Version Control

Author

The Turing Way Community

Prerequisites

Prerequisite Importance Notes
Experience with the command line Helpful

Recommended Skill Level: Beginner-Intermediate

Summary

No matter how your group is organized, the work of many contributors needs to be managed into a single set of shared working documents. Version control is an approach to record changes made in a file or set of files over time so that you and your collaborators can track their history, review any changes, and revert or go back to earlier versions. Management of changes or revisions to any types of information made in a file or project is called versioning.

In this chapter, we discuss the best practices that are relevant regardless of tools. Versioning practices mainly come from managing changes in the code repositories. However, in reality, you can use version control for nearly any type of file on a computer. For example, when writing a paper with multiple collaborators, version control can help track what changed, who changed them, and what updates were made.

Different version control systems can be used through a program with a graphical user interface, web browser-based applications, or command-line tools. We have all seen a simple file versioning approach where different versions of a file are stored with a different name. Tools such as Google Drive and Dropbox offer platforms to update files and share them with others in real-time, collaboratively. More sophisticated version control system exists within tools like Google docs or HackMD. These allow collaborators to update files while storing each version in its version history (we will discuss this in detail). Advanced version control systems (VCS) such as Git, Mercurial, and SVN provide much more powerful tools.

This chapter aims to cover the general principles underpinning all the advanced version control systems and best practice which applies for all such systems. We discuss many tools and features; however, we encourage readers to use features that are useful for their work and tools they are comfortable with. Most instructions given in this chapter will also be geared towards Git, which is most commonly used by researchers, and a web-based Git repository hosting service, GitHub, which facilitates online collaborations.

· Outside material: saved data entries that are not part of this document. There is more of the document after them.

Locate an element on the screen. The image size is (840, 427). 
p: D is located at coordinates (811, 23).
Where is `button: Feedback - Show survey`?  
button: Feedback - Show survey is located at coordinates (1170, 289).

Later in this chapter, we also discuss version control for data, which is applied to keep track of revisions of large amounts of data, especially when working collaboratively. It is useful to know that data can be volatile and versioning them can improve the reproducibility of your scientific analyses.

The Turing Way project illustration by Scriberia. Used under a CC-BY 4.0 licence. DOI: 10.5281/zenodo.3332807.

Motivation and Background

Version control helps us understand what changes we made in the past or why we did a specific analysis in the way we did it, even weeks or months later. With the help of comments and commit messages, each version can explain what changes it contains compared to the previous versions. This is helpful when we share our analysis (not only data), and make it auditable or reproducible - which is good scientific practice.

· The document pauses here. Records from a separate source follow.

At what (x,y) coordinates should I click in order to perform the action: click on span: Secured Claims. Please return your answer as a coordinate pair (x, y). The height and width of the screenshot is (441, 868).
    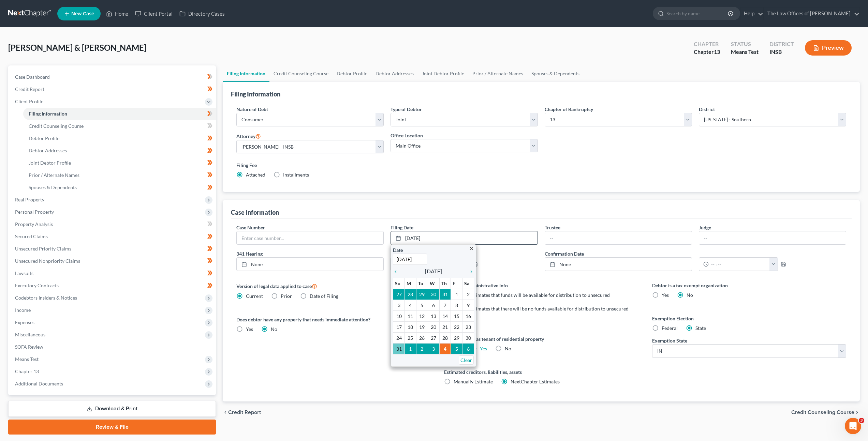
    Looking at the image, I should click on (31, 236).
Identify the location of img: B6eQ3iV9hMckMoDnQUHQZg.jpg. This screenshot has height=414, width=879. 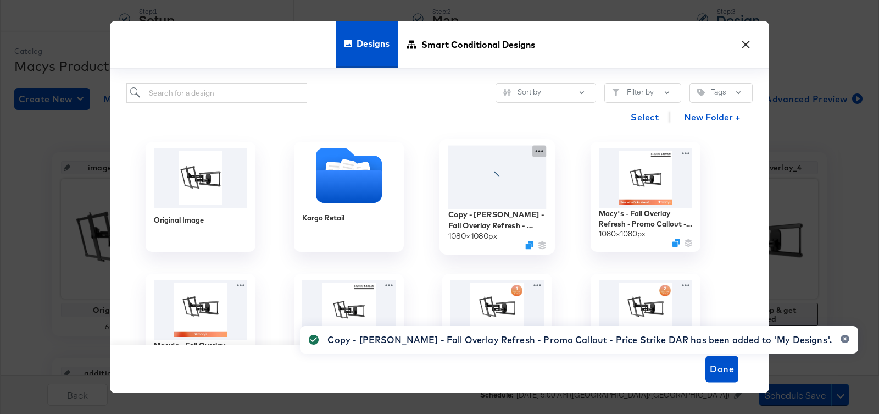
(201, 310).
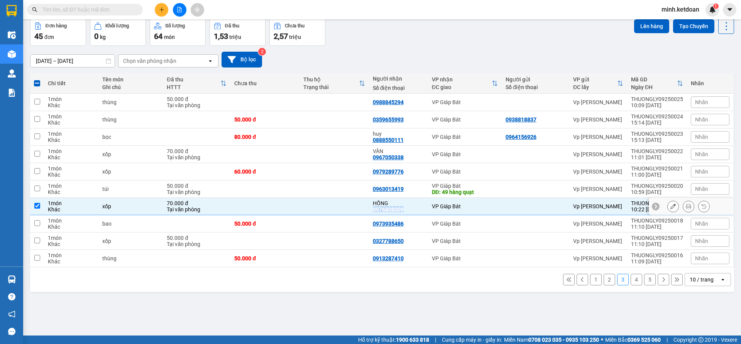  I want to click on span: đơn, so click(49, 37).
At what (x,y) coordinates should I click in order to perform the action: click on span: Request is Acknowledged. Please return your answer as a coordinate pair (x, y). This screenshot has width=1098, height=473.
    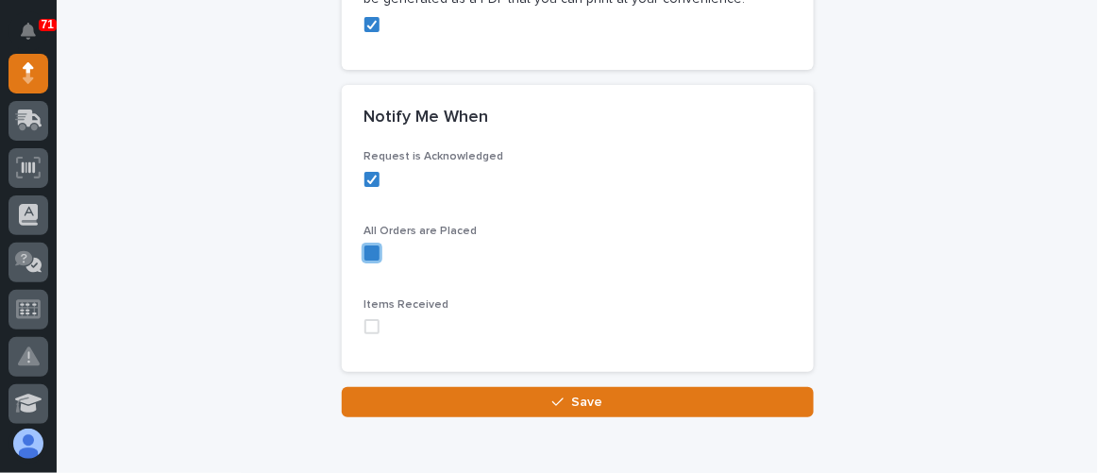
    Looking at the image, I should click on (434, 157).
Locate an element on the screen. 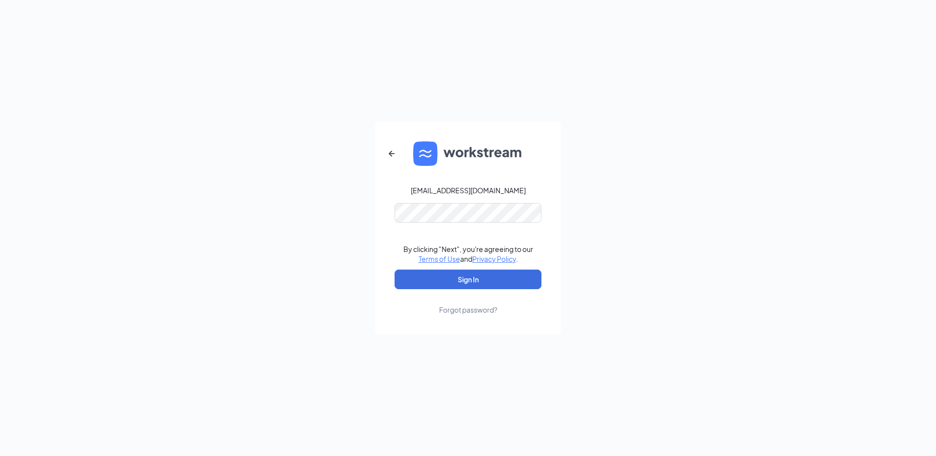 The image size is (936, 456). svg: ArrowLeftNew is located at coordinates (392, 154).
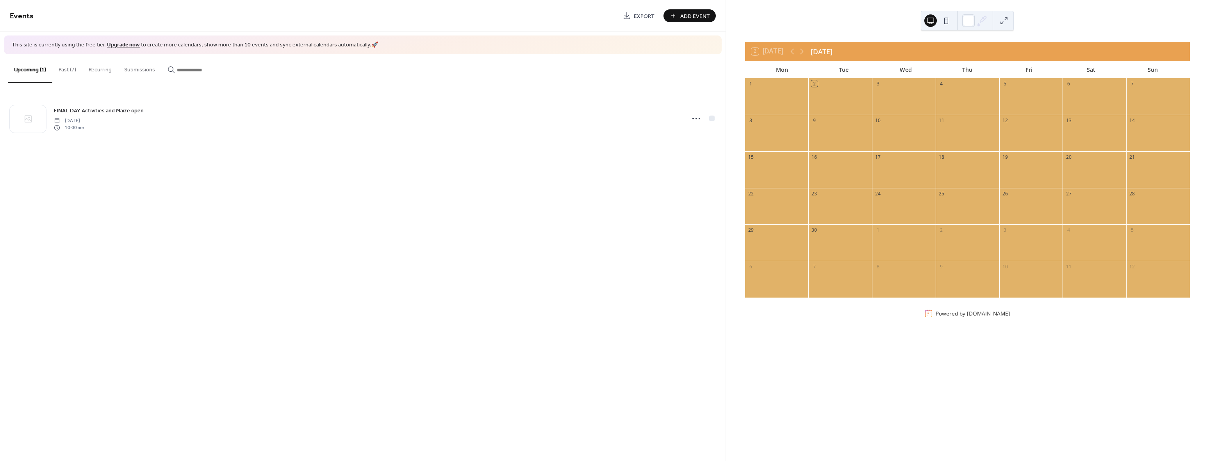 The height and width of the screenshot is (461, 1209). I want to click on a: Upgrade now, so click(123, 45).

A version control system neatly stores a history of changes and who made them, so while it is still easy to access them, your working directory is not cluttered by the debris of previous versions that are necessary to keep just in case. Similarly, with version control, there is no need to leave chunks of code commented should you ever need to come back to an old version again.

Finally, version control is invaluable for collaborative projects where different people work on the same code simultaneously and build on each other’s work. It allows the changes made by different people to be tracked and can automatically combine people’s work while saving a great deal of painstaking effort to do so manually. Using version control for your research project means that your work is totally transparent, and because all your actions are recorded, it enables others to reproduce your studies. Moreover, version control hosting services such as Github novice motivation provide a way to communicate and collaborate in a more structured way, such as in pull requests, code reviews, and issues.